This report describes how human rights and environmental abuses continue to be a serious problem in eastern Pegu division, Burma – specifically, in Shwegyin township of Nyaunglebin District. The heavy militarization of the region, the indiscriminate granting of mining and logging concessions, and the construction of the Kyauk Naga Dam have led to forced labor, land confiscation, extortion, forced relocation, and the destruction of the natural environment. The human consequences of these practices, many of which violate customary and conventional international law, have been social unrest, increased financial hardship, and great personal suffering for the victims of human rights abuses.

By contrast, the SPDC and its business partners have benefited greatly from this exploitation. The businessmen, through their contacts, have been able to rapidly expand their operations to exploit the township’s gold and timber resources. The SPDC, for its part, is getting rich off the fees and labor exacted from the villagers. Its dam project will forever change the geography of the area, at great personal cost to the villagers, but it will give the regime more electricity and water to irrigate its agro-business projects.

Karen villagers in the area previously panned for gold and sold it to supplement their incomes from their fields and plantations. They have also long been involved in small-scale logging of the forests. In 1997, the SPDC and businessmen began to industrialize the exploitation of gold deposits and forests in the area. Businessmen from central Burma eventually arrived and in collusion with the Burmese Army gained mining concessions and began to force people off of their land. Villagers in the area continue to lose their land, and with it their ability to provide for themselves. The Army abuses local villagers, confi scates their land, and continues to extort their money. Commodity prices continue to rise, compounding the diffi culties of daily survival.

Large numbers of migrant workers have moved into the area to work the mining concessions and log the forests. This has created a complicated tension between the Karen and these migrants. While the migrant workers are merely trying to earn enough money to feed their families, they are doing so on the Karen’s ancestral land and through the exploitation of local resources. Most of the migrant workers are Burman, which increases ethnic tensions in an area where Burmans often represent the SPDC and the Army and are already seen as sneaky and oppressive by the local Karen.

These forms of exploitation increased since the announcement of the construction of the Kyauk Naga Dam in 2000, which is expected to be completed in late 2006. The SPDC has enabled the mining and logging companies to extract as much as they can before the area upstream of the dam is flooded.

This situation has intensified and increased human rights violations against villagers in the area. The militarization of the region, as elsewhere, has resulted in forced labor, extortion of money, goods, and building materials, and forced relocation by the Army.

In addition to these direct human rights violations, the mining and dam construction have also resulted in grave environmental degradation of the area. The mining process has resulted in toxic runoff that has damaged or destroyed fields and plantations downstream. The dam, once completed, will submerge fields, plantations, villages, and forests. In addition, the dam will be used to irrigate rubber plantations jointly owned by the SPDC and private business interests.

The Burmese Army has also made moves to secure the area in the mountains to the east of the Shwegyin River. This has led to relocations and the forced displacement of thousands of Karen villagers living in the mountains. Once the Army has secured the area, the mining and logging companies will surely follow.

This report is based on field surveys and in-depth interviews conducted by EarthRights International (ERI) in the district since 2001. Most of the information presented here was gathered between 2004 and 2005 from Burmese of different ethnic backgrounds. Many of the individuals interviewed worked for the different extractive industries that operate in the district either as miners, day laborers, loggers, or in other secondary occupations related to the exploitation of non-timber forest products, such as rattan and bamboo. Additional interviews were conducted with internally displaced persons (IDPs) hiding in remote areas of the district as well as former convict porters and soldiers who had defected from the Burmese Army.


:: Work item ::
Each line with the string "JSON" is to be copied from the records below.

:: Supplied data ::
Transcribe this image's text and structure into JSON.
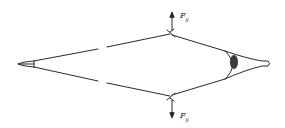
{
  "diagram": {
    "type": "mechanical-force-schematic",
    "forces": [
      {
        "id": "top",
        "symbol": "F",
        "subscript": "y",
        "direction": "up"
      },
      {
        "id": "bottom",
        "symbol": "F",
        "subscript": "y",
        "direction": "down"
      }
    ],
    "colors": {
      "stroke": "#2a2a2a",
      "knot_fill": "#3a3a3a",
      "background": "#ffffff"
    }
  },
  "labels": {
    "top_force_symbol": "F",
    "top_force_sub": "y",
    "bottom_force_symbol": "F",
    "bottom_force_sub": "y"
  }
}
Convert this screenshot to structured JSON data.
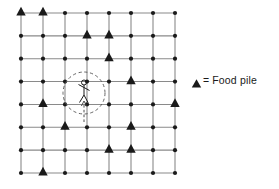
{
  "figure": {
    "title": "",
    "grid": {
      "rows": 8,
      "cols": 8,
      "x_start": 21,
      "y_start": 13,
      "x_step": 22,
      "y_step": 22.857,
      "line_color": "#8a8a8a",
      "node_color": "#1a1a1a",
      "node_radius": 2.1
    },
    "food_piles": {
      "label": "Food pile",
      "marker": "triangle",
      "color": "#1a1a1a",
      "positions": [
        {
          "row": 1,
          "col": 1
        },
        {
          "row": 1,
          "col": 2
        },
        {
          "row": 2,
          "col": 4
        },
        {
          "row": 2,
          "col": 5
        },
        {
          "row": 3,
          "col": 5
        },
        {
          "row": 4,
          "col": 6
        },
        {
          "row": 5,
          "col": 2
        },
        {
          "row": 5,
          "col": 8
        },
        {
          "row": 6,
          "col": 3
        },
        {
          "row": 6,
          "col": 6
        },
        {
          "row": 7,
          "col": 5
        },
        {
          "row": 7,
          "col": 6
        },
        {
          "row": 8,
          "col": 2
        }
      ]
    },
    "agent": {
      "name": "forager",
      "type": "stick-figure",
      "x": 84,
      "y": 93,
      "color": "#1a1a1a"
    },
    "perception_circle": {
      "center_x": 84,
      "center_y": 93,
      "radius": 21,
      "style": "dashed",
      "color": "#555555"
    },
    "approach_arrow": {
      "x": 84,
      "y_from": 122,
      "y_to": 101,
      "style": "dashed",
      "direction": "up",
      "color": "#3a3a3a"
    }
  },
  "legend": {
    "marker_glyph": "triangle-icon",
    "equals": "=",
    "label": "Food  pile"
  }
}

:: Answer to this problem ::
Transcribe this image's text and structure into JSON.
Convert this screenshot to structured JSON data.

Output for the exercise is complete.